**Input for this task:**
------------------------------------------------

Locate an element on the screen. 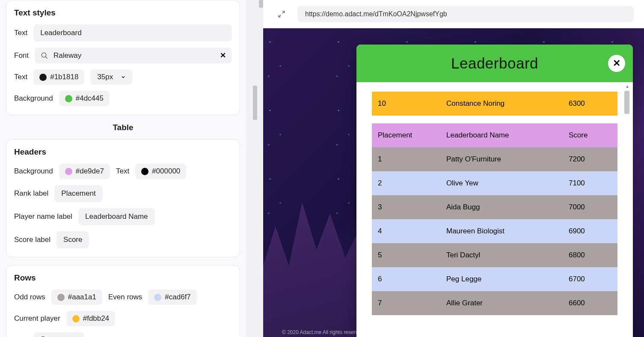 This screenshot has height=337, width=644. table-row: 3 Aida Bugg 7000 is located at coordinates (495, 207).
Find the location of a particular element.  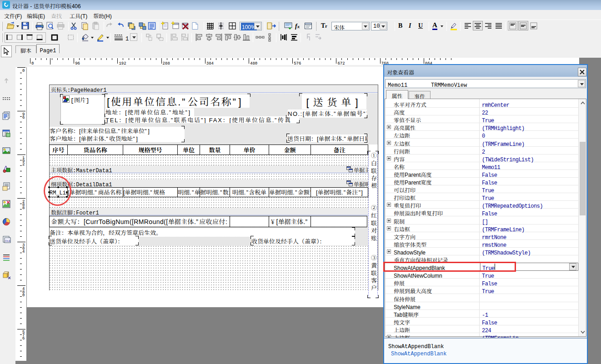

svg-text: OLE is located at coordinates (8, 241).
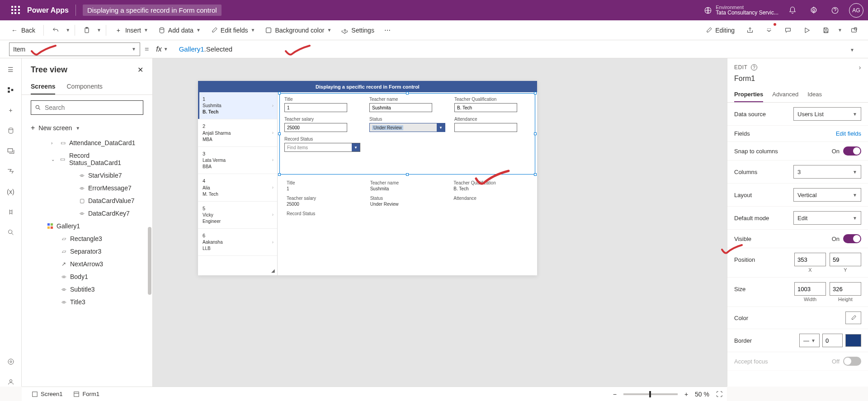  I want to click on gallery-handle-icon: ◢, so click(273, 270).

------------------------------------------------

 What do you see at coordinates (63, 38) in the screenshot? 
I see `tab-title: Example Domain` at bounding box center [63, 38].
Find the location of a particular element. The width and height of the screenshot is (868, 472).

------------------------------------------------

**Work item:** Please reproduce the lines from the line with "What do you" to the line with "Find the location of a particular element. The", both ends included, exactly as they appear above.

**Response for this exercise:**
 What do you see at coordinates (63, 38) in the screenshot? 
I see `tab-title: Example Domain` at bounding box center [63, 38].
Find the location of a particular element. The width and height of the screenshot is (868, 472).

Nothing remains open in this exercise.